Office vacancies in Downtown Long Beach have hit their highest point in 20 years, with nearly a quarter of its offices empty.
Even with office rental rates lower than in other nearby cities, Downtown Long Beach had a vacancy rate of 22.4 percent last quarter, the Long Beach Business Journal reported, citing a new study.
A shift toward remote work outside the office played a major role in the growing number of vacancies, with small businesses slowly starting to move out of their spaces, according to a report by the Downtown Long Beach Alliance and public policy analyst Morris Mills.
“[For] an office of about eight or 10 people, it might not be in their budget or there is no reason for them to keep paying rent,” Mills said. “So they are corroding away like that.”
Vacancies in some of Downtown’s biggest Class A buildings — Landmark Square, One World Trade Center and Shoreline Square Tower — contributed to a decline that began with the dawn of the pandemic in early 2020.
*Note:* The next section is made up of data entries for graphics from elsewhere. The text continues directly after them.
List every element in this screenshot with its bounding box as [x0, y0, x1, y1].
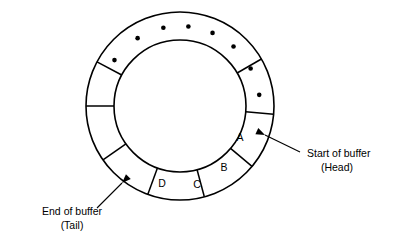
head-annotation-line1: Start of buffer	[307, 147, 371, 159]
segment-label-d: D	[158, 177, 166, 189]
ellipsis-dot	[210, 31, 215, 36]
segment-label-a: A	[236, 131, 243, 143]
ring-buffer-diagram: ABCD Start of buffer(Head)End of buffer(…	[0, 0, 413, 247]
ellipsis-dot	[248, 66, 253, 71]
ellipsis-dot	[231, 44, 236, 49]
tail-annotation-line1: End of buffer	[42, 205, 102, 217]
ellipsis-dot	[135, 36, 140, 41]
ellipsis-dot	[257, 93, 262, 98]
ellipsis-dot	[161, 25, 166, 30]
head-annotation-line2: (Head)	[321, 161, 353, 173]
segment-label-c: C	[193, 178, 201, 190]
ring-diagram-canvas: ABCD Start of buffer(Head)End of buffer(…	[0, 0, 413, 247]
segment-label-b: B	[220, 161, 227, 173]
tail-annotation-line2: (Tail)	[61, 219, 84, 231]
ellipsis-dot	[112, 58, 117, 63]
ellipsis-dot	[186, 24, 191, 29]
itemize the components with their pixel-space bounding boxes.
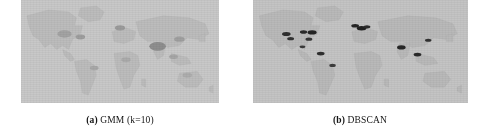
north-south-america-cluster-marker <box>316 52 324 56</box>
india-cluster-marker <box>149 42 166 51</box>
india-cluster-marker <box>397 45 406 49</box>
west-europe-cluster-marker <box>115 25 125 30</box>
africa-cluster-marker <box>121 57 131 62</box>
cluster-overlay-dbscan <box>253 0 468 103</box>
subfigure-caption-gmm: (a) GMM (k=10) <box>86 115 154 125</box>
subfigure-dbscan: (b) DBSCAN <box>253 0 468 125</box>
world-map-dbscan <box>253 0 468 103</box>
subfigure-caption-dbscan: (b) DBSCAN <box>333 115 387 125</box>
cluster-overlay-gmm <box>21 0 219 103</box>
east-asia-cluster-marker <box>174 36 184 41</box>
us-southwest-cluster-marker <box>287 37 294 40</box>
central-europe-cluster-marker <box>363 25 370 28</box>
central-america-cluster-marker <box>299 45 305 48</box>
usa-east-cluster-marker <box>76 35 86 40</box>
us-northeast-cluster-marker <box>307 30 316 34</box>
world-map-gmm <box>21 0 219 103</box>
figure-panel-row: (a) GMM (k=10) <box>0 0 478 138</box>
brazil-cluster-marker <box>329 64 335 67</box>
subfigure-title-b: DBSCAN <box>348 115 387 125</box>
south-america-cluster-marker <box>90 66 99 71</box>
subfigure-label-b: (b) <box>333 115 345 125</box>
southeast-asia-cluster-marker <box>413 53 421 57</box>
us-southeast-cluster-marker <box>305 37 312 40</box>
subfigure-gmm: (a) GMM (k=10) <box>11 0 230 125</box>
southeast-asia-cluster-marker <box>169 54 178 59</box>
subfigure-label-a: (a) <box>86 115 98 125</box>
us-west-cluster-marker <box>282 32 291 36</box>
subfigure-title-a: GMM (k=10) <box>100 115 154 125</box>
us-midwest-cluster-marker <box>299 30 306 34</box>
north-america-cluster-marker <box>57 30 71 37</box>
australia-cluster-marker <box>183 73 193 78</box>
east-asia-cluster-marker <box>425 39 431 42</box>
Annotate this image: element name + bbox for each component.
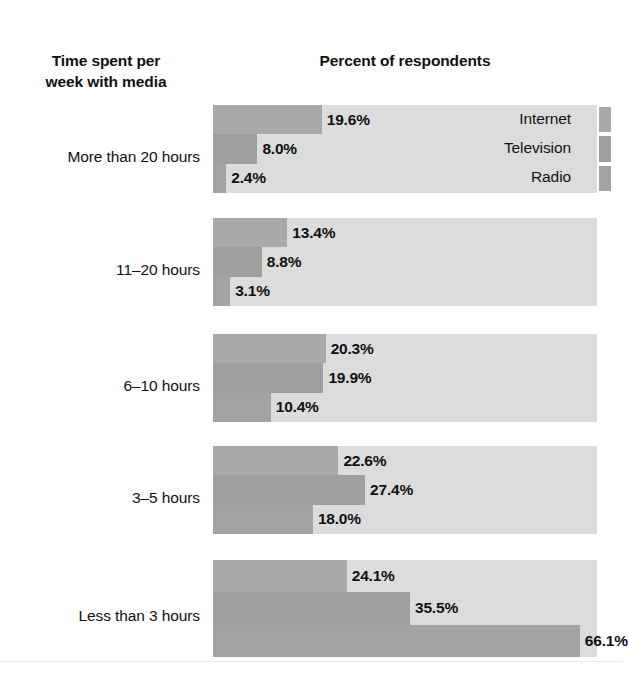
bar-television <box>213 134 257 163</box>
chart-title: Percent of respondents <box>213 50 597 71</box>
bar-value-label: 8.8% <box>262 253 302 271</box>
group-panel: 24.1%35.5%66.1% <box>213 560 597 657</box>
bar-value-label: 3.1% <box>230 282 270 300</box>
bar-internet <box>213 334 326 363</box>
bar-value-label: 10.4% <box>271 398 319 416</box>
bar-value-label: 35.5% <box>410 599 458 617</box>
category-label: Less than 3 hours <box>0 607 200 625</box>
scan-artifact <box>0 661 623 662</box>
bar-value-label: 8.0% <box>257 140 297 158</box>
bar-internet <box>213 105 322 134</box>
category-label: 6–10 hours <box>0 377 200 395</box>
bar-value-label: 13.4% <box>287 224 335 242</box>
bar-radio <box>213 277 230 306</box>
category-label: More than 20 hours <box>0 148 200 166</box>
bar-radio <box>213 505 313 534</box>
bar-value-label: 27.4% <box>365 481 413 499</box>
bar-row: 18.0% <box>213 505 597 534</box>
left-axis-title-line1: Time spent per <box>8 50 204 71</box>
legend-key-television <box>599 136 611 161</box>
group-panel: 22.6%27.4%18.0% <box>213 446 597 534</box>
legend-label-radio: Radio <box>531 168 571 186</box>
bar-row: 8.8% <box>213 247 597 276</box>
bar-row: 35.5% <box>213 592 597 624</box>
bar-row: 3.1% <box>213 277 597 306</box>
bar-radio <box>213 164 226 193</box>
bar-radio <box>213 393 271 422</box>
legend-key-internet <box>599 107 611 132</box>
bar-value-label: 2.4% <box>226 169 266 187</box>
left-axis-title: Time spent per week with media <box>8 50 204 92</box>
legend-label-internet: Internet <box>519 110 571 128</box>
left-axis-title-line2: week with media <box>8 71 204 92</box>
bar-row: 24.1% <box>213 560 597 592</box>
bar-internet <box>213 446 338 475</box>
bar-internet <box>213 560 347 592</box>
bar-value-label: 66.1% <box>580 632 628 650</box>
bar-row: 20.3% <box>213 334 597 363</box>
bar-value-label: 19.9% <box>323 369 371 387</box>
bar-internet <box>213 218 287 247</box>
bar-row: 10.4% <box>213 393 597 422</box>
bar-value-label: 18.0% <box>313 510 361 528</box>
group-panel: 20.3%19.9%10.4% <box>213 334 597 422</box>
legend-label-television: Television <box>504 139 571 157</box>
category-label: 11–20 hours <box>0 261 200 279</box>
bar-radio <box>213 625 580 657</box>
bar-value-label: 20.3% <box>326 340 374 358</box>
bar-television <box>213 475 365 504</box>
bar-row: 22.6% <box>213 446 597 475</box>
bar-value-label: 19.6% <box>322 111 370 129</box>
group-panel: 13.4%8.8%3.1% <box>213 218 597 306</box>
group-panel: 19.6%8.0%2.4%InternetTelevisionRadio <box>213 105 597 193</box>
bar-value-label: 24.1% <box>347 567 395 585</box>
bar-television <box>213 592 410 624</box>
bar-row: 13.4% <box>213 218 597 247</box>
bar-television <box>213 363 323 392</box>
bar-value-label: 22.6% <box>338 452 386 470</box>
bar-row: 27.4% <box>213 475 597 504</box>
legend <box>599 105 611 193</box>
bar-row: 19.9% <box>213 363 597 392</box>
legend-key-radio <box>599 166 611 191</box>
category-label: 3–5 hours <box>0 489 200 507</box>
bar-television <box>213 247 262 276</box>
bar-row: 66.1% <box>213 625 597 657</box>
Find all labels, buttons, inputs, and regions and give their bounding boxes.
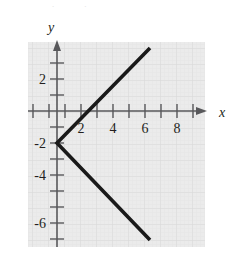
- y-tick-label-2: 2: [39, 72, 46, 87]
- y-tick-label-neg4: -4: [34, 168, 46, 183]
- plot-background: [28, 42, 205, 247]
- x-tick-label-8: 8: [174, 121, 181, 136]
- graph-figure: 2 4 6 8 2 -2 -4 -6 y x: [0, 0, 227, 254]
- x-axis-label: x: [218, 105, 226, 120]
- y-tick-label-neg2: -2: [34, 136, 46, 151]
- y-tick-label-neg6: -6: [34, 216, 46, 231]
- y-axis-label: y: [46, 20, 55, 35]
- x-tick-label-4: 4: [110, 121, 117, 136]
- x-tick-label-6: 6: [142, 121, 149, 136]
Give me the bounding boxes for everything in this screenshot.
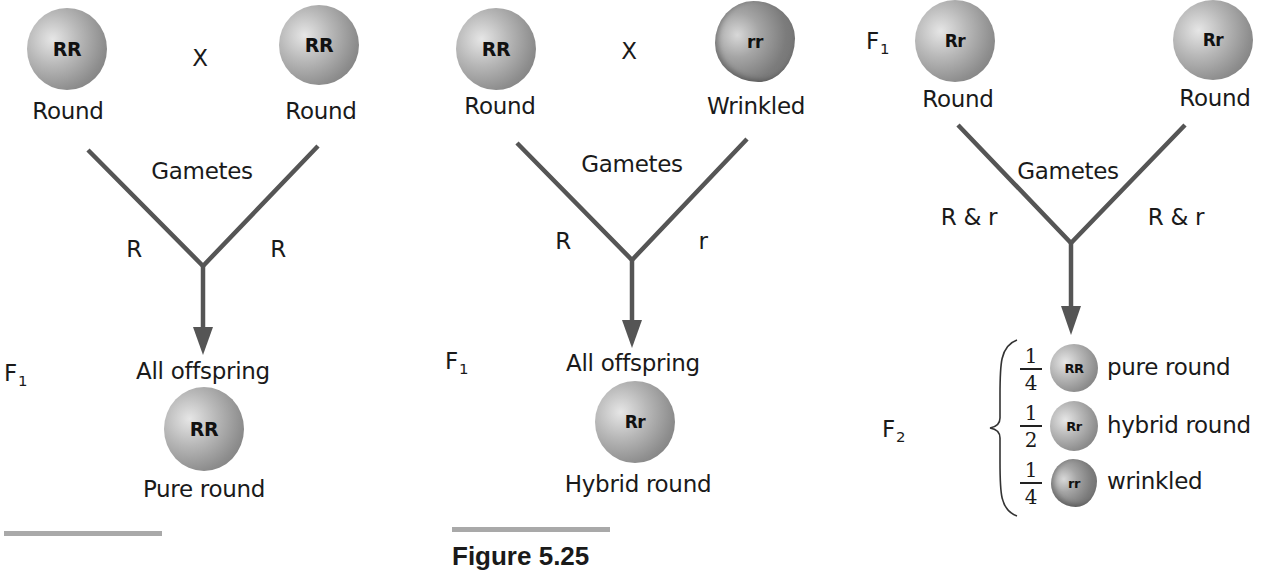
phenotype-label: wrinkled	[1107, 470, 1202, 493]
ratio-fraction: 12	[1019, 403, 1043, 450]
pea-round-parent: RR	[456, 8, 536, 90]
figure-caption: Figure 5.25	[452, 541, 589, 572]
offspring-label: All offspring	[566, 352, 700, 375]
pea-round-parent-2: RR	[279, 5, 359, 85]
offspring-phenotype: Pure round	[143, 478, 265, 501]
genotype-label: RR	[190, 418, 218, 440]
pea-round-parent-2: Rr	[1173, 0, 1253, 80]
caption-rule	[452, 527, 610, 532]
gametes-label: Gametes	[151, 160, 253, 183]
pea-f2-rr-hybrid: Rr	[1050, 401, 1098, 451]
ratio-fraction: 14	[1019, 460, 1043, 507]
caption-rule	[4, 531, 162, 536]
phenotype-label: hybrid round	[1107, 414, 1251, 437]
generation-label-f1: F1	[4, 362, 27, 385]
gamete-allele-right: R & r	[1148, 206, 1205, 229]
offspring-phenotype: Hybrid round	[565, 473, 711, 496]
pea-f2-rr-dominant: RR	[1050, 344, 1098, 392]
genotype-label: Rr	[1066, 419, 1081, 434]
phenotype-label: Round	[32, 100, 103, 123]
ratio-fraction: 14	[1019, 346, 1043, 393]
pea-wrinkled-parent: rr	[715, 1, 795, 82]
genotype-label: rr	[1068, 476, 1080, 491]
phenotype-label: Wrinkled	[707, 95, 805, 118]
f2-brace	[990, 340, 1017, 516]
gamete-allele-left: R	[555, 230, 571, 253]
genotype-label: Rr	[625, 412, 645, 432]
generation-label-f1: F1	[445, 350, 468, 373]
genotype-label: RR	[305, 34, 333, 56]
gametes-label: Gametes	[1017, 160, 1119, 183]
offspring-label: All offspring	[136, 360, 270, 383]
genotype-label: RR	[1064, 361, 1083, 376]
pea-round-parent-1: Rr	[915, 0, 995, 82]
genotype-label: Rr	[1203, 30, 1223, 50]
arrow-down-icon	[622, 320, 642, 348]
phenotype-label: Round	[922, 88, 993, 111]
gamete-allele-right: R	[270, 238, 286, 261]
pea-f2-rr-recessive: rr	[1051, 459, 1097, 507]
genotype-label: rr	[747, 32, 763, 52]
phenotype-label: Round	[1179, 87, 1250, 110]
pea-offspring: Rr	[595, 381, 675, 463]
genotype-label: RR	[482, 38, 510, 60]
pea-offspring: RR	[164, 387, 244, 471]
cross-symbol: X	[192, 47, 207, 70]
gamete-allele-left: R	[126, 238, 142, 261]
pea-round-parent-1: RR	[27, 8, 107, 90]
cross-symbol: X	[621, 40, 636, 63]
arrow-down-icon	[193, 327, 213, 355]
phenotype-label: pure round	[1107, 356, 1230, 379]
genotype-label: Rr	[945, 31, 965, 51]
generation-label-f2: F2	[882, 418, 905, 441]
genotype-label: RR	[53, 38, 81, 60]
gamete-allele-left: R & r	[941, 206, 998, 229]
gametes-label: Gametes	[581, 153, 683, 176]
gamete-allele-right: r	[698, 230, 707, 253]
generation-label-f1: F1	[866, 30, 889, 53]
phenotype-label: Round	[285, 100, 356, 123]
phenotype-label: Round	[464, 95, 535, 118]
arrow-down-icon	[1061, 306, 1081, 335]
The total occupancy rate of those three properties dropped from an average of 74 percent in the second quarter of 2021 to 66 percent last quarter.
Looking ahead, the Downtown Long Beach Alliance expects even more businesses will shrink their office footprints.
At the same time, the occupancy rate for older Class C buildings rose to 89 percent last quarter, from 83 percent in the second quarter of last year. Mills said the lower price may make older buildings more attractive.
Even with the spike in Downtown vacancies, the average asking rent per square foot increased by 3.6 percent to $2.56, with the primary culprit being inflation, according to Mills. The cost of operations for office buildings, from maintenance workers to air conditioning, has boosted rents as demand falters.
More than a quarter of all the office space in Los Angeles County was available for lease or sublease in the first quarter of this year, up nearly a full percentage point from the fourth quarter of 2021, according to Savills.
The San Gabriel Valley was the tightest office market across L.A. County in the first quarter, with a vacancy rate of 13 percent.
Meanwhile, tech and streaming companies are ratcheting back their office presence in Silicon Beach, as both industries struggle with declining stock prices, hiring freezes and remote work.